Emerging technologies such as artificial intelligence, autonomous systems and edge computing will define the next generation of Defence capability. AI-enabled decision support and real-time data processing, akin to modern automotive safety systems that process information on the vehicle itself, are increasingly essential for warfighters operating in contested environments.

Reliable partners ensure that Defence’s digital backbone extends to the tactical edge. This includes developing mesh networks capable of operating in disconnected or denied environments, ensuring cloud-based systems can reroute around disruptions, and embedding high-performance computing at the platform level. Such resilience cannot be improvised; it must be engineered through deliberate, long-term collaboration between Defence and trusted industry partners.

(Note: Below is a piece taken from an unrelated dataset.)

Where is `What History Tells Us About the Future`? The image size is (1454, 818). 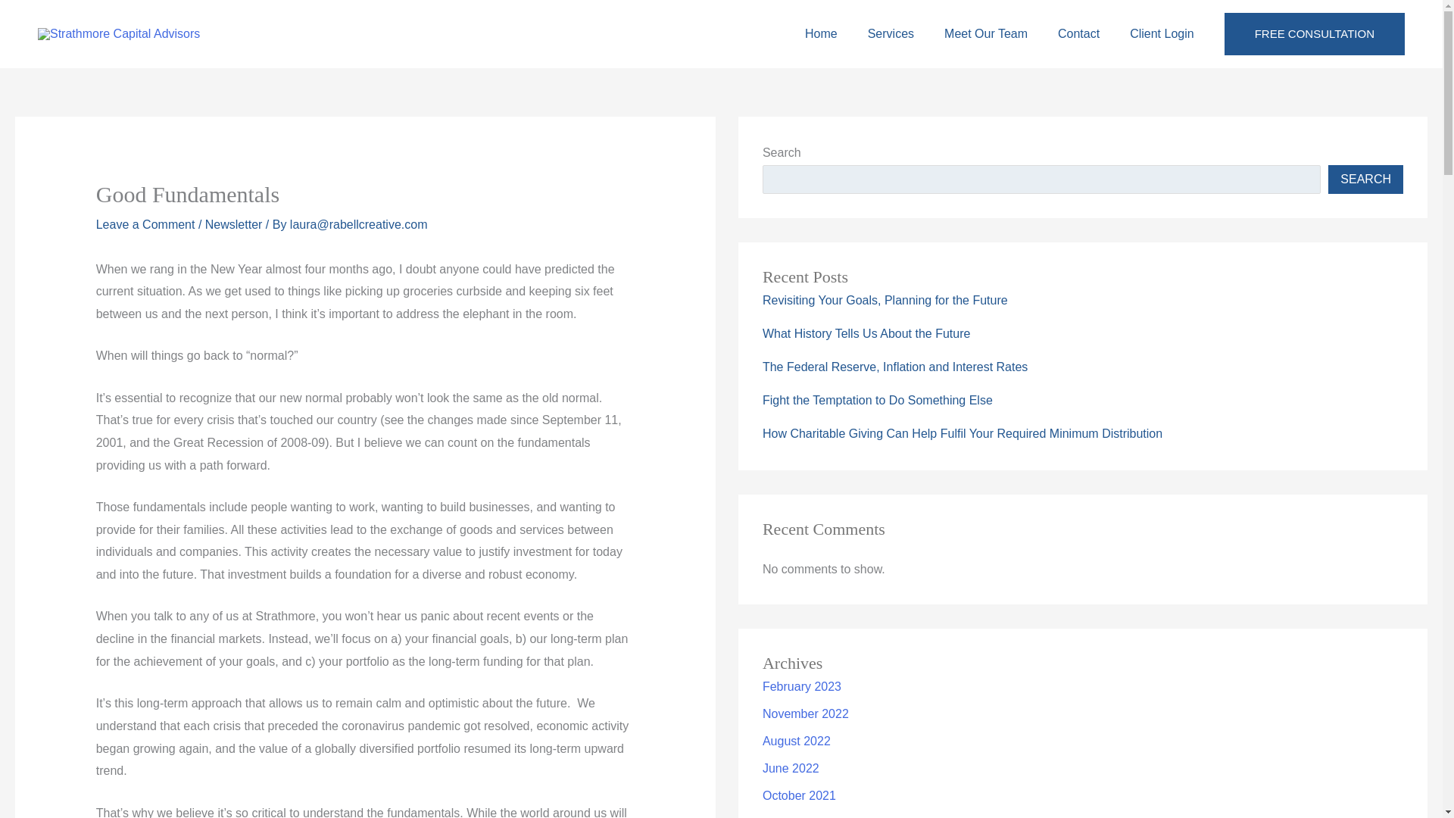
What History Tells Us About the Future is located at coordinates (866, 367).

Maintaining sovereignty and security

As digital transformation advances, data sovereignty becomes as critical as kinetic capability. The vast quantities of information collected by platforms like the F-35, Hobart Class destroyers, and MQ-4C Triton must be securely stored, processed and analysed within sovereign frameworks. Strategic partners with established Australian security credentials are essential to achieving this.

Equally, the looming advent of quantum computing poses future threats to encryption and secure communications. Defence cannot afford to wait until those challenges materialise; it must work now with trusted partners to modernise systems and prepare for post-quantum security architectures.

Delivering the integrated and focused force

Australia’s defence transformation is as much about trust and partnership as it is about technology. The integrated and focused force envisioned by the National Defence Strategy will only succeed if Defence cultivates enduring, transparent relationships with partners that understand the mission, operate securely within national frameworks and can deliver at pace.

Ultimately, reliable industry partnerships are the foundation upon which Defence’s digital transformation and by extension, its operational effectiveness will stand. By aligning innovation, sovereignty and cultural transformation, these partnerships ensure that Australia’s warfighters have the digital advantage they need to deter, defend and prevail in an increasingly contested strategic environment.